The line containing "Image resolution: width=1448" marks the end: quote every line from the start of the records below through it, word for word.

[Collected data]
______
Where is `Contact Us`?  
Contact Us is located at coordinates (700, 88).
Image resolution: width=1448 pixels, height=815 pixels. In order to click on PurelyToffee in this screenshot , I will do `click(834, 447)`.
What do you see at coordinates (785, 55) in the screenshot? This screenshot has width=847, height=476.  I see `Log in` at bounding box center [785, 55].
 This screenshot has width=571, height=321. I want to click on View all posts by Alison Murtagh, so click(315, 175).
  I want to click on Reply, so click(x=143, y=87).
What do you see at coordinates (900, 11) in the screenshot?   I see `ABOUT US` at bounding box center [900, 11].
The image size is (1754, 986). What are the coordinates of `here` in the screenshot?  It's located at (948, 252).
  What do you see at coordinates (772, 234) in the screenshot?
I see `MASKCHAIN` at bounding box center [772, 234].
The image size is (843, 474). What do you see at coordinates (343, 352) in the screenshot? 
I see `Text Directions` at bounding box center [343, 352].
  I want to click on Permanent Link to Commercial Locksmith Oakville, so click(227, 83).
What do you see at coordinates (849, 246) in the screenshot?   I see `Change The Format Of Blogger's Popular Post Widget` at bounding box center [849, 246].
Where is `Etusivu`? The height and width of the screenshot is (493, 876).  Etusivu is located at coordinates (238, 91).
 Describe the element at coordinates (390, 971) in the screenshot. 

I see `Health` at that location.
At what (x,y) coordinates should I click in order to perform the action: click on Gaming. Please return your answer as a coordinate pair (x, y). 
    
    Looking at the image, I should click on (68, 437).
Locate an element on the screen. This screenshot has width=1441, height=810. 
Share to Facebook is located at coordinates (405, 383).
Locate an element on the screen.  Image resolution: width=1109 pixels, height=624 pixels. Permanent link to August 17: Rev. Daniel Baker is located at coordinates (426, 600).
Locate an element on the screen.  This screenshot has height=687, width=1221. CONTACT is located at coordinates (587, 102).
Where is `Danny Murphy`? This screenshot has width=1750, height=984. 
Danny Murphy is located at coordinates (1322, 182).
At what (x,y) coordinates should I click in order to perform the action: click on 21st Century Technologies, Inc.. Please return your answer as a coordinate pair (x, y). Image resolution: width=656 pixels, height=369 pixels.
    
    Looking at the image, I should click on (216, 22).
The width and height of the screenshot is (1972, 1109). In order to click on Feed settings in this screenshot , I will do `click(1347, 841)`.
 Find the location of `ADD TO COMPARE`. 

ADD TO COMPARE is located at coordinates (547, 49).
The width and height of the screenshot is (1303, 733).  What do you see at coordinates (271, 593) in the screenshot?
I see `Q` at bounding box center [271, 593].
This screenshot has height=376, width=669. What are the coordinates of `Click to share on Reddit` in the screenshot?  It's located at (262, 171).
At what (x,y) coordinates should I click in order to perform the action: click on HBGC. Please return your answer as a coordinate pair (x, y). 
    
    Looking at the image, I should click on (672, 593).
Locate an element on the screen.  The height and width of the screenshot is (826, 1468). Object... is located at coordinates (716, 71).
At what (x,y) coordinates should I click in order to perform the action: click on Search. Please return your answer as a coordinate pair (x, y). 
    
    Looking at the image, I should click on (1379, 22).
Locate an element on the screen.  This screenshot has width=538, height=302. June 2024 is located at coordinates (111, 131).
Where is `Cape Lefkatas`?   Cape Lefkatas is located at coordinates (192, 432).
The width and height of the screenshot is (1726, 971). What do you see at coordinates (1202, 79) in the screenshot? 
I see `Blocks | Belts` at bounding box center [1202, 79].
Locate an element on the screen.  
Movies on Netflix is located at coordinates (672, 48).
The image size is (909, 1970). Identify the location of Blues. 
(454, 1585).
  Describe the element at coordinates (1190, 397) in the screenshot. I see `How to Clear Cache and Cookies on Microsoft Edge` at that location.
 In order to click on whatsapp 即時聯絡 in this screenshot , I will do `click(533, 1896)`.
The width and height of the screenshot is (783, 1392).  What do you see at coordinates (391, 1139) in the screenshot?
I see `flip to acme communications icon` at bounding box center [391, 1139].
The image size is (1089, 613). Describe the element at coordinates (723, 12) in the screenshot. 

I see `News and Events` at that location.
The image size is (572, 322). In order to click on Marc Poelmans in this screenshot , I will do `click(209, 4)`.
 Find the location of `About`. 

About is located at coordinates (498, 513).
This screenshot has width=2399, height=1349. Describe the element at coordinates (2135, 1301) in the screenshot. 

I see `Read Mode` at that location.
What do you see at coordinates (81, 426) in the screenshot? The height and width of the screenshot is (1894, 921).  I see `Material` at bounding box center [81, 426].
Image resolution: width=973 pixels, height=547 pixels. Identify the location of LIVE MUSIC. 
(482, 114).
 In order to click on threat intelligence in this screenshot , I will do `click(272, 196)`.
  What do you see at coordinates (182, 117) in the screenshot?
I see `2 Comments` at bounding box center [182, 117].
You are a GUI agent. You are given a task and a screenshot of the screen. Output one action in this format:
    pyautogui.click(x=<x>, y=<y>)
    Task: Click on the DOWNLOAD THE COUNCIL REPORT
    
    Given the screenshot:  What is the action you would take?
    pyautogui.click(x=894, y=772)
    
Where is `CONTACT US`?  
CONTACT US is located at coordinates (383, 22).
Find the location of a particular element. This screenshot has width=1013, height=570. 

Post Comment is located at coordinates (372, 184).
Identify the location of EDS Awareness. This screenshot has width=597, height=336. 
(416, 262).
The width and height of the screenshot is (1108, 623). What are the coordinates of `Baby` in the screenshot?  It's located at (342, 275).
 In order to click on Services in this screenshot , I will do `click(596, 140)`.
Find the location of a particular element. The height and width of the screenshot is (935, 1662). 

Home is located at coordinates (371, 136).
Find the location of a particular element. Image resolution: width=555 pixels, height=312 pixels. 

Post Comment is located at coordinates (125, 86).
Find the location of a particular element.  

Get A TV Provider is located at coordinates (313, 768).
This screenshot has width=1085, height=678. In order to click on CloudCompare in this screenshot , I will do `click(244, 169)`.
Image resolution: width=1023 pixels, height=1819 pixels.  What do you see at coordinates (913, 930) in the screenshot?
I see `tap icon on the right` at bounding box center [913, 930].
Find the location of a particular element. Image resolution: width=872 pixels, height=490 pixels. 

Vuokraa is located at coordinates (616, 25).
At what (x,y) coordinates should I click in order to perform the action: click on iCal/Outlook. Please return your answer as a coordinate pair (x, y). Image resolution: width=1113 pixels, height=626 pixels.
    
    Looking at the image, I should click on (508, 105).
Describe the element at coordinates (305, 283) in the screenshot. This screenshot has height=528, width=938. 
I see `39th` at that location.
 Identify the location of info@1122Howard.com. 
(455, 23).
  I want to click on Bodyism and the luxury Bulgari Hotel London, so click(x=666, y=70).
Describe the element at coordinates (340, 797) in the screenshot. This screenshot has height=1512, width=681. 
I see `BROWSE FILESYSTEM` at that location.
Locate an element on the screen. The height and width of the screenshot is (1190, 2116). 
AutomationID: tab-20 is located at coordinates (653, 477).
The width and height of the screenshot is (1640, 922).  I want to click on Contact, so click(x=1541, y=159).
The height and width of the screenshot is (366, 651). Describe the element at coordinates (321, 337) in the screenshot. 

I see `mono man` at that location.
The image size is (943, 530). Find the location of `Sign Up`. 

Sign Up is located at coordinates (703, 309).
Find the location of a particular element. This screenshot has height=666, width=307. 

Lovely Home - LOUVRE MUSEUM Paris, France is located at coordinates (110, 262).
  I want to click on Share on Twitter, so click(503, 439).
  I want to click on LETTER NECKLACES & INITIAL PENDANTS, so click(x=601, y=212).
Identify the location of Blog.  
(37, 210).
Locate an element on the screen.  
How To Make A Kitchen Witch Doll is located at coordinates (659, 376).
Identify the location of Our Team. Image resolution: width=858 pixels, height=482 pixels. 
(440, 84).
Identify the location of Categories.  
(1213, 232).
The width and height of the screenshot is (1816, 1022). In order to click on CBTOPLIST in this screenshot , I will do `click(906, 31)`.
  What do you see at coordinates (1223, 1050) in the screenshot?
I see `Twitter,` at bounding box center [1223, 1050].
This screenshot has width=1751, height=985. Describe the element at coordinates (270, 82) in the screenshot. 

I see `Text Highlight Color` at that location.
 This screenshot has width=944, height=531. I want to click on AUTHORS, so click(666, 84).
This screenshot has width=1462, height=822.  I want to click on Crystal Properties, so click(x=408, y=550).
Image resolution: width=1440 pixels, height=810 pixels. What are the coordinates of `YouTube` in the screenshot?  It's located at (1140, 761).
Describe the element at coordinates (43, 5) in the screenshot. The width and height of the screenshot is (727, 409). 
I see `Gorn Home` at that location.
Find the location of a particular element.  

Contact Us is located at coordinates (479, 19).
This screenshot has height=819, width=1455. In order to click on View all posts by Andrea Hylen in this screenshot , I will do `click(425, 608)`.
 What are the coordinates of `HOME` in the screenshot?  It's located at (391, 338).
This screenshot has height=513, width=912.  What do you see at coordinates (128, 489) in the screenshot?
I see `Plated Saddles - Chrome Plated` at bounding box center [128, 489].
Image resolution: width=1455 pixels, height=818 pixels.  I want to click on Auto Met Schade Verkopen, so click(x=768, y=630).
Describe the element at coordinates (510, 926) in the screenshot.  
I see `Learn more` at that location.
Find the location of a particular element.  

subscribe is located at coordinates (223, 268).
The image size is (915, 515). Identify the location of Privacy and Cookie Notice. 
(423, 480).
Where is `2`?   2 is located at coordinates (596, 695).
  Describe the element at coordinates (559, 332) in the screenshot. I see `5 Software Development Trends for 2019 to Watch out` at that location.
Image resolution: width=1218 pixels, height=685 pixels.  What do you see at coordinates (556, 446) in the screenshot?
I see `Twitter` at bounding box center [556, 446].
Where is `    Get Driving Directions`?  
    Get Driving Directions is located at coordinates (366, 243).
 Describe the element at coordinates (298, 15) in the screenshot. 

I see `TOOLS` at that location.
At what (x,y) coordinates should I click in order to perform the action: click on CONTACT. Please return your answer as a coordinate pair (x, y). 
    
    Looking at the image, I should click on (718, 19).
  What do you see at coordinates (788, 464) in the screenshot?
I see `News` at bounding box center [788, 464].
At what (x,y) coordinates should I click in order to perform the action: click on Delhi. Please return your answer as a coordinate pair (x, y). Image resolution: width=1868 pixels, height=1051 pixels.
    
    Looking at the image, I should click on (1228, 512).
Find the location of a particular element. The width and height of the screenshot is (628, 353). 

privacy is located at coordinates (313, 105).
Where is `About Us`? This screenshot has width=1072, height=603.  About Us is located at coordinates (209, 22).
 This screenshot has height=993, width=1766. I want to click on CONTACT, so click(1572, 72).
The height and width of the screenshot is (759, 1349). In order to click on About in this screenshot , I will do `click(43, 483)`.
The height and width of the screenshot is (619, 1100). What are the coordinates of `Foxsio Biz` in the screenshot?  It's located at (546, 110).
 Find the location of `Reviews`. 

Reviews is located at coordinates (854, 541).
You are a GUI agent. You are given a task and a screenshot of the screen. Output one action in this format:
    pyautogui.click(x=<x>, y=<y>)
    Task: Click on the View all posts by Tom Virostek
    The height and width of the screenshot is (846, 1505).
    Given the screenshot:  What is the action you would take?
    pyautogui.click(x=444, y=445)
______
**OUTPUT FOR THIS TASK:**
Where is `Contact Us`?  
Contact Us is located at coordinates (700, 88).
Image resolution: width=1448 pixels, height=815 pixels. In order to click on PurelyToffee in this screenshot , I will do `click(834, 447)`.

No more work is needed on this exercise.